Michelangelo Antonioni once famously remarked that, as a filmmaker, he was completely innocent of theory or preconception. “I never think of how I want to shoot something,” he said. “I simply shoot it. My technique, which differs from film to film, is wholly instinctive and never based on prior considerations.” Much of Antonioni’s particular originality and power can be summed up in such a statement — yet the same willful, intuitive “indirection” holds no less true for Ousmane Sembene, Edward Yang and Ingmar Bergman, three other great filmmakers who pursued truth without a map. All four men died this past year — Bergman and Antonioni even contrived to do so within the same 24 hours — and are the subjects of tribute screenings at this year’s AFI Fest.

Apart from Yang, who died of cancer in July at age 59, these cinema giants lived to great ages, and were lucid and productive right up to the end. That makes Yang’s loss all the sadder, especially as his final film, Yi Yi (2000), was a family saga which illuminated universal griefs with such unique humor that it deservedly landed its maker a world-wide audience. (I still smile whenever I think back on its most engaging character, a small boy with an iron determination to photograph only the backs of people’s heads.) The Terrorizer (1986), an earlier Yang film praised for its complex narrative structure, will be screened as part of AFI’s tribute.

Senegal’s Ousmane Sembene (born in 1923) triumphed late in life with Moolade (2004),the tale of a robust mother fighting to protect village girls from ritual circumcision. AFI presents Sembene’s penultimate Faat Kine (2000), in which a 40-year-old West African woman navigates a gauntlet of bigotry and frustration to make it as a single unwed mother. Although blunt in his political loyalties (“The development of Africa,” he said, “will not happen without the effective participation of women”), Sembene was foremost a humanist in the tradition of Jean Renoir and his belief that “Everybody has his reasons.”

Antonioni’s fierce refusal to fence himself in from film to film is a trait he certainly shared with Yang and Sembene, but his truest colleague in posterity is Bergman. The two rose to prominence at the same time, and both had achieved such fame by their early 40s that, for several decades, their names were virtually synonymous with cinema. But Bergman was no more content than Antonioni to become a name carved reverentially in marble. They were intrigued by the violence of their souls, and those of others.
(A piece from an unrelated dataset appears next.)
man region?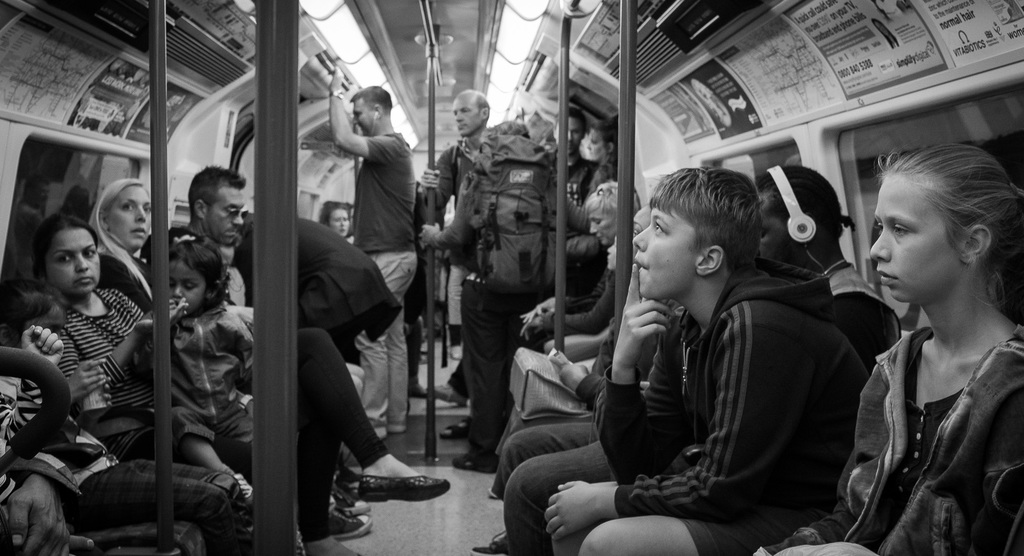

Antonioni’s The Passenger (1975) is the tale of a man’s impulsive effort to shed his outwardly successful life in exchange for the far more exotic but dangerous one of a secretive stranger who chances to die in a neighboring hotel room. Jack Nicholson gives one of the subtlest, most silent performances of his career as Antonioni steers him through the labyrinth of this man’s radical adventure.

Bergman was interested in the same kinds of impulses, the same mysterious turnabouts which define any person’s inner life. The sensitive couple in Shame (1968) try desperately to hide themselves from a world hell-bent on going to war, but that war (set in an undated year, between countries never identified) nevertheless poisons them from the inside out, turning them both cruel, turning them each into the opposite of who they thought they were.

One cannot mourn such artists, for in terms of imaginative force and philosophical weight, they haven’t died. They will be with us for centuries to come, just as we will continue to approach their films, free of theory and preconception, to see what new riches they yield.

AFI Fest will screenFaat Kine on Sat., Nov. 3 at 3:15 p.m.; The Terrorizer on Sat., Nov. 3 at 4 p.m.;Shame on Thurs., Nov. 8 at 3 p.m., all at the ArcLight. The Passenger will screen on Fri., Nov. 9 at 6:30 p.m. at the Academy of Motion Picture Artsand Sciences’ Linwood Dunn Theatre.